## WHAT TO DO
Every line in the data below has to be repeated exactly; no picture belongs in the result.

## EXTRACTED DATA
● ● ●

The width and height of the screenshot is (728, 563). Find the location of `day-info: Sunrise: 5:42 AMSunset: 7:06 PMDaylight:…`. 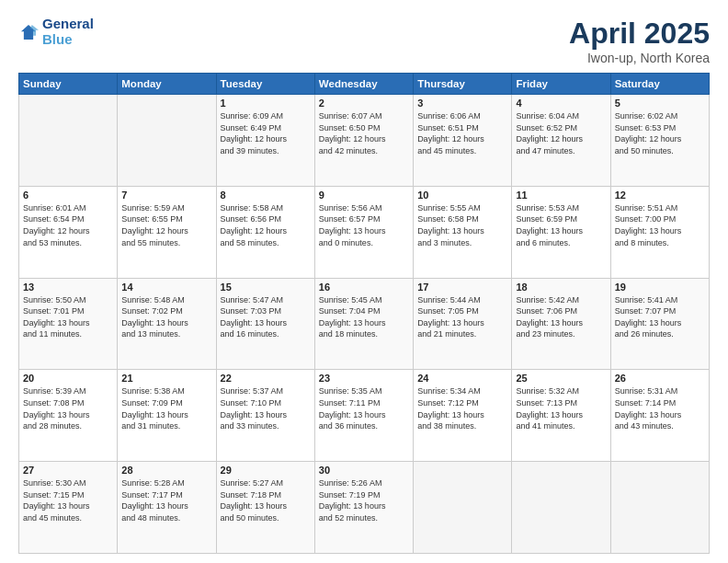

day-info: Sunrise: 5:42 AMSunset: 7:06 PMDaylight:… is located at coordinates (561, 317).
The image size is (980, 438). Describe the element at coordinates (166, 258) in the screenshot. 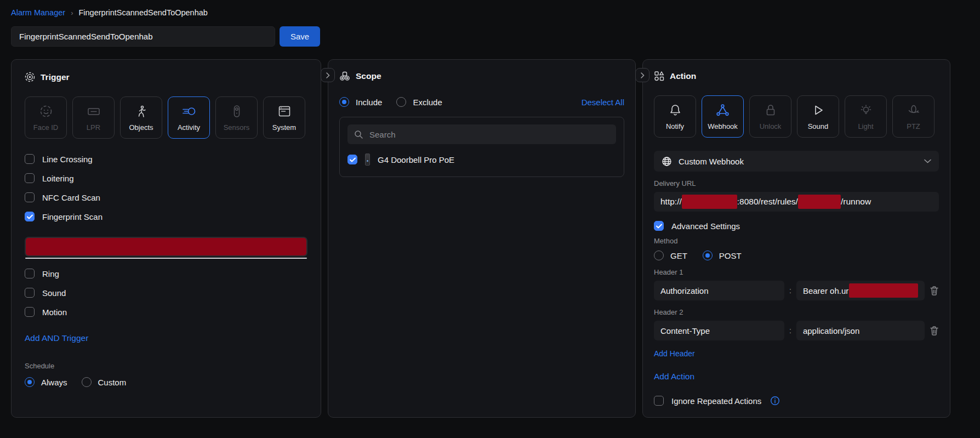

I see `select-underline` at that location.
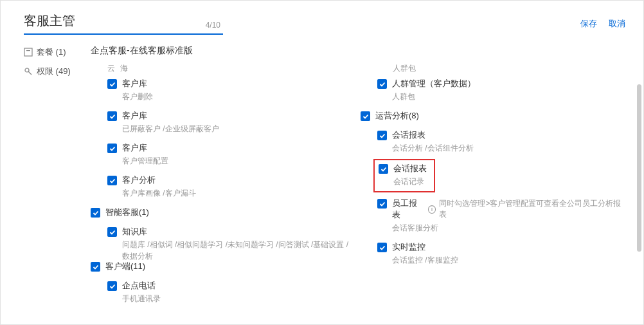  Describe the element at coordinates (222, 292) in the screenshot. I see `permission-item: 企点电话 手机通讯录` at that location.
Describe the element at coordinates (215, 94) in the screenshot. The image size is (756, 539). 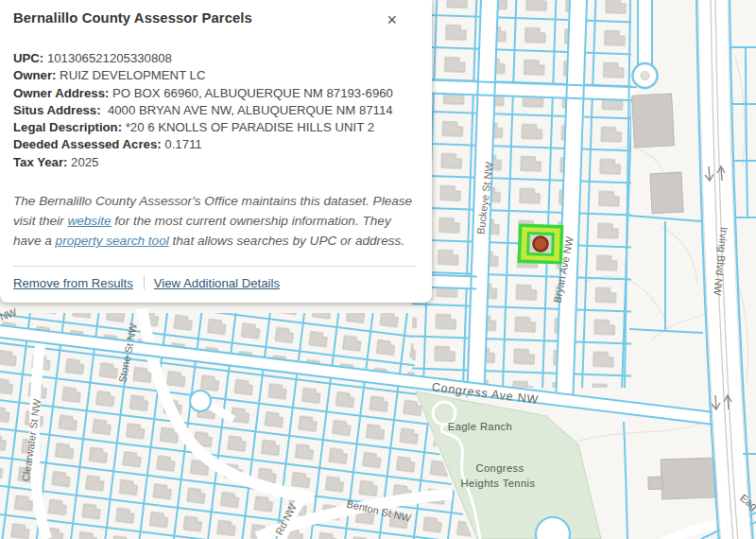
I see `field-owner-address: Owner Address: PO BOX 66960, ALBUQUERQUE…` at that location.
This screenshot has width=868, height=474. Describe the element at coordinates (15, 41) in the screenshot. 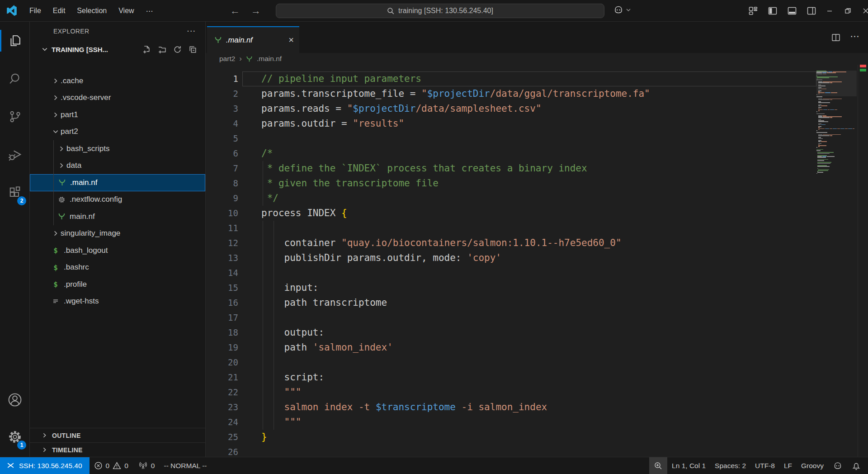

● ● ●

## COMPLETED EXERCISE
The width and height of the screenshot is (728, 563). Find the location of `day-info: Sunrise: 5:42 AMSunset: 7:06 PMDaylight:…`. 

day-info: Sunrise: 5:42 AMSunset: 7:06 PMDaylight:… is located at coordinates (561, 317).
The image size is (980, 438). Describe the element at coordinates (166, 258) in the screenshot. 

I see `select-underline` at that location.
  Describe the element at coordinates (222, 292) in the screenshot. I see `permission-item: 企点电话 手机通讯录` at that location.
Describe the element at coordinates (215, 94) in the screenshot. The image size is (756, 539). 
I see `field-owner-address: Owner Address: PO BOX 66960, ALBUQUERQUE…` at that location.
This screenshot has width=868, height=474. Describe the element at coordinates (15, 41) in the screenshot. 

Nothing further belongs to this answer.